The lamia spores that Poison Ivy was planning to infect the world with were a lot more powerful than anything that she could have expected. Of course, given her genius and her extensive background with insanely dangerous flora...it really shouldn’t come as any kind of a surprise to her. Now, she’s up against an aggregated construct of the lamia spores that is going to give her one hell of a challenge. They’ve come a long way from what she was dealing with back in Gotham...they’ve mutated wildly in an evolution that threatens to overpower even her. 

Wilson has kind of backed herself into a corner with a big, epic battle sequence. She gives that battle its time and then slides into the subtle, psychological horror that seems to be her native habitat with Ivy. Wilson’s dialogue is as sharp, crisp, and brilliant as ever. The inner journey of Poison Ivy has come a LONG way in 12 issues. Wilson is wise to find a way to take a look at the anti-heroine’s progress towards straight-ahead heroism while advancing the story towards her eventual return to Gotham City. It’s cool to see it all come together with such a balanced sense of action, drama, and horror. With the sci-fi bleeding into the interpersonal, Wilson is working brilliantly with both psychological and supernatural horror.

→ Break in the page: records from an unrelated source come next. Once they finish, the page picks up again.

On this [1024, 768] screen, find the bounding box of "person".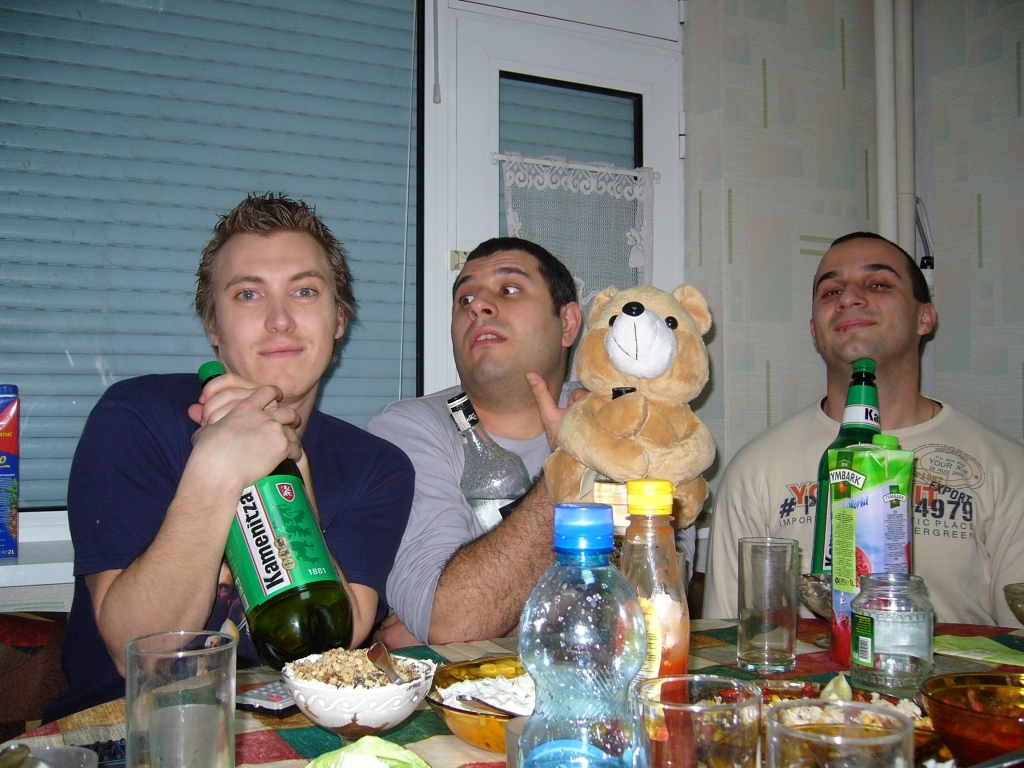
Bounding box: rect(67, 197, 405, 698).
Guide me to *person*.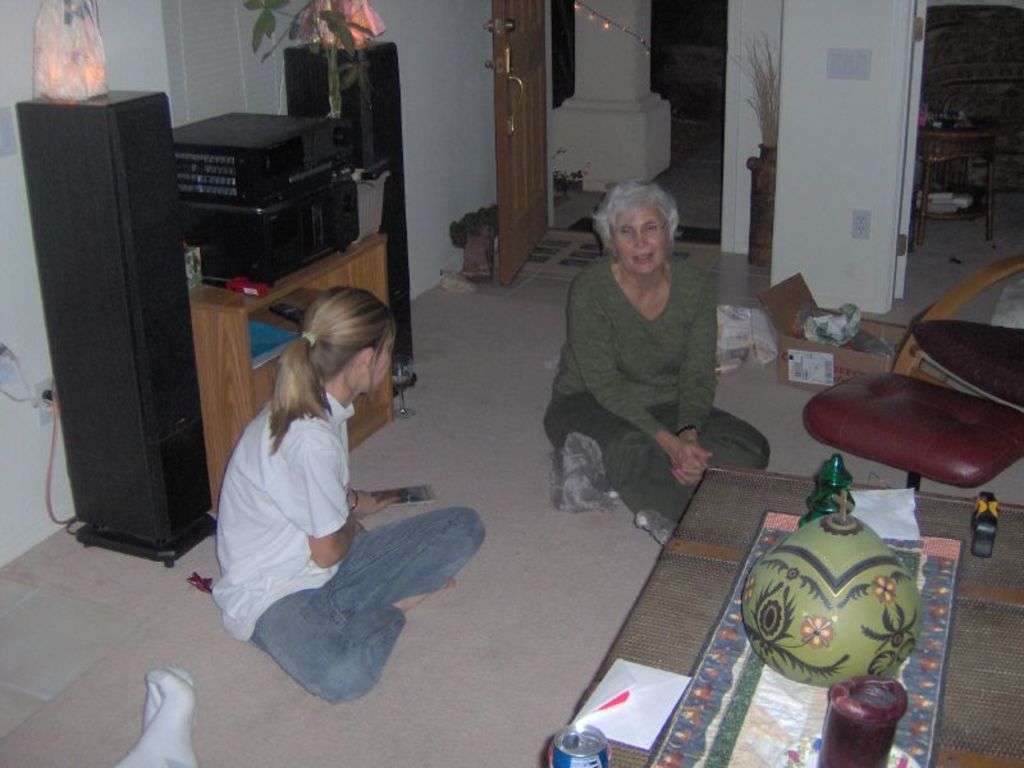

Takara and Prianto are given the wheel in the action sequences. Wilson shows a great deal of faith in Takara to deliver the punch for an issue that pits a dark, plant-based anti-hero against a darker plant-based monster villain. Look at the page in just the wrong way, and it all comes across as being a pretty green mess. Takara does a really good job of defining the action in and around it all in a way that brings it all so vividly to the page. There’s a real feeling of intensity...both in action and drama as the series rounds out its first year.

An issue like #12 was bound to happen eventually. Wilson and company need to balance out the moody supernatural horror with the occasional moment of action intensity that blows over into deeply reflective inner emotional drama. The story was building to this sort of climax over the course of the past eleven issues. It’s nice to see it play out in a suitably dramatic burst. It’ll be interesting to see where Wilson and company take the story from here.